A burdensome financial dead weight, unfilled job vacancies are costing organizations USD 160 billion per year. The cumulative weight on the top 10 Dow Jones companies adds up to USD 75 million every month. If that number is baffling, then consider the cost of a wrong hire which can be as much as USD 50,000 per employee!
Let’s cut straight to the point here - Talent management cannot continue to operate the way it has been operating for decades now. Numerous internal and external forces are converging to shape it differently. In a business environment where every other resource can be bought or replicated within a matter of hours, talent has emerged as the last competitive advantage. It can make and keep the organization unique; The true USP. And talent managers are being depended upon as the sole drivers of this asset.
Talent management has changed. It is now closely weaved into the blanket of organizational strategy. This missing thread can mean a spoiled blanket, which no stakeholder would be willing to buy.
This article tries to trace the profile of this budding change. Before we try to forge the way ahead, let’s take a deeper look at its driving forces:
Wrenched from multiple ends, talent management is now being condensed into a close-knit, compact, high delivery function without any space for loose ends or voids.
The efficiency of technology is uncontested. It has aced human performance at every juncture whenever the two have gone head-to-head. A flawless assistant, it can address the routine mundane tasks and free mind space for new and challenging ones. Here too it has emerged as the new-age talent manager’s Messiah. Talent managers now use cloud, social, analytics and mobile technologies to up their performance and efforts. These technologies have emerged as a one-stop destination for aligning, processes, people and cultures with organizational goals.
Those who have used these new technologies have paved the way for others to follow.
GE’s FastWorks concept encourages employees to make quick and uninhibited decisions about their learning and deployment. This helped GE build new “regulation compliant ship diesel engine” two years ahead of its competitors.
Talent managers are now using recruiting software to identify, attract, screen and interact with top talent as well as to conduct digital interviews, promote gender diversity, manage and align employee goals with those of the organization, manage mobile talent, promote a learning culture, get data-driven insights into talent performance, retain and restore top talent and to automate high-volume tasks. Organizations using people analytics have witnessed 93% improvement in KPIs, 84% increase in talent performance and 74% growth in revenue. 64% of organizations that have used succession planning tools have reported below industry average employee turnover.
Revamping conventional ways can bring tremendous challenges and outstanding opportunities. A switch to better technologies is inevitable now. A study by Brandon Hall Group says that 54% of organizations want to change their talent management systems because of its poor integration with other technologies. A unified talent management system will locate the best hires based on the roots of high performers, will reduce the time to productivity for new hires and quicken employee engagement. The system will also widen the talent net, create talent pools, improve candidate experience and facilitate better onboarding. Building a high impact, digitally sound workforce and offering an excellent employee experience remain the top priorities for talent managers today. Rightly so!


EXERCISE PROMPT: Below are the records to retype. Keep every character exactly and leave out the pictures.

DATA PROVIDED:
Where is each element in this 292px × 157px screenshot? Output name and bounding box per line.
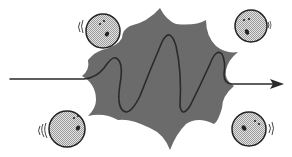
face-bottom-right [232, 112, 274, 146]
face-bottom-left [39, 111, 86, 147]
diagram-svg [0, 0, 292, 157]
diagram-canvas [0, 0, 292, 157]
face-top-right [235, 10, 271, 42]
face-top-left [79, 14, 121, 48]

RESULT:
Where is each element in this 292px × 157px screenshot? Output name and bounding box per line.
face-bottom-right [232, 112, 274, 146]
face-bottom-left [39, 111, 86, 147]
diagram-svg [0, 0, 292, 157]
diagram-canvas [0, 0, 292, 157]
face-top-right [235, 10, 271, 42]
face-top-left [79, 14, 121, 48]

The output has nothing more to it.